All 85 isolates of the epidemic strain of C difficile were highly resistant to clindamycin (Table 2). In contrast, most of the nonepidemic strains were susceptible to this antibiotic. The isolates of the epidemic strain were also highly resistant to erythromycin.

Table 2
Antibiotic Resistance Profiles of Epidemic Clostridium difficile Isolates
Minimum Inhibitory Concentration (µg/mL)
Antibiotic J9 (New York) J7 (Arizona) J9p2 (Florida) J9 (Massachusetts)
Clindamycin >256 >256 >256 >256
Erythromycin >256 >256 >256 >256
Ciprofloxacin >32 >32 >32 >32
Ampicillin 0.75 0.75 0.75 0.75
Tetracycline 0.06 0.06 0.06 0.06

Resistance to macrolide-lincosamide-streptogramin (MLS) antibiotics such as clindamycin and erythromycin is often mediated by a 23S ribosomal RNA methylase encoded by a group of erm genes. DNA testing confirmed that isolates of the epidemic strain contained an ermB-like gene.
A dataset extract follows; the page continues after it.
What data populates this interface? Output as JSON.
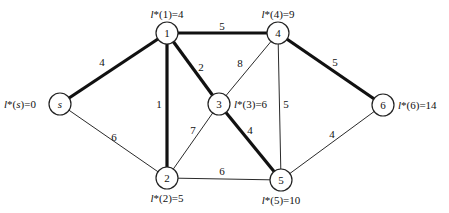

"These results cast new light on the relation between antibiotic use and C difficile-associated diarrhea," noted Stuart Johnson, MD, an assistant professor of medicine at the Northwestern University Medical School in Chicago and a coauthor of the study. Specific strains of C difficile may contain an erythromycin-clindamycin resistance gene and significantly increase the risk of C difficile diarrhea when clindamycin is used. It is likely that such strains have a wider geographic distribution than the locations of the four outbreaks studied.
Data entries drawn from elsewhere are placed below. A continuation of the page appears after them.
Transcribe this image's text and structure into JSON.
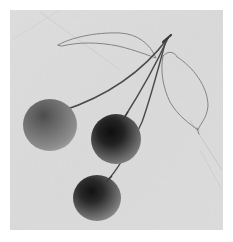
{
  "artwork": {
    "subject": "three cherries on stems with two outlined leaves",
    "style": "grayscale painting on textured paper",
    "colors": {
      "page_background": "#ffffff",
      "paper": "#d9d9d9",
      "paper_light": "#e3e3e3",
      "cherry_dark": "#1c1c1c",
      "cherry_mid": "#6a6a6a",
      "cherry_light": "#9a9a9a",
      "stem": "#4a4a4a",
      "leaf_outline": "#7a7a7a"
    },
    "paper_bounds": {
      "x": 10,
      "y": 10,
      "width": 213,
      "height": 220
    },
    "cherries": [
      {
        "name": "left-cherry",
        "cx": 50,
        "cy": 125,
        "r": 27,
        "core_cx": 42,
        "core_cy": 113,
        "tone": "light"
      },
      {
        "name": "middle-cherry",
        "cx": 116,
        "cy": 139,
        "r": 25,
        "core_cx": 110,
        "core_cy": 130,
        "tone": "dark"
      },
      {
        "name": "bottom-cherry",
        "cx": 97,
        "cy": 198,
        "r": 24,
        "core_cx": 92,
        "core_cy": 189,
        "tone": "dark"
      }
    ],
    "stem_top": {
      "x": 168,
      "y": 38
    },
    "leaves": [
      {
        "name": "upper-leaf"
      },
      {
        "name": "right-leaf"
      }
    ]
  }
}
The use of clindamycin has decreased in recent years. Yet, at the same time, the incidence of C difficile diarrhea has increased. Thus, it is unlikely that merely restricting the use of clindamycin will be sufficient to stem all outbreaks of C difficile diarrhea, explained Sherwood L. Gorbach, MD, professor of medicine at Tufts University School of Medicine, Boston, in an editorial3 that accompanied the report. The highest risk for C difficile diarrhea appears to be associated with second- or third-generation cephalosporins, ampicillin, and amoxicillin as well as clindamycin. "It is not just the total use of antibiotics but the specific choice of drugs that seems to propel this modern hospital epidemic," Dr. Gorbach emphasized. To control or prevent outbreaks of C difficile diarrhea, physicians will have to rethink their antibiotic usage patterns.

-Christine M. Olsen, PhD

References
1. Johnson S, Samore MH, Farrow KA, et al. Epidemics of diarrhea caused by a clindamycin-resistant strain of Clostridium difficile in four hospitals. N Engl J Med. 1999;341:1645-1651.
2. Samore MH, Killgore G, Johnson S, et al. Multicenter typing comparison of sporadic and outbreak Clostridium difficile isolates from geographically diverse hospitals. J Infect Dis. 1997;176:1233-1238.
3. Gorbach SL. Antibiotics and Clostridium difficile [Editorial]. N Engl J Med. 1999;341:1690-1691.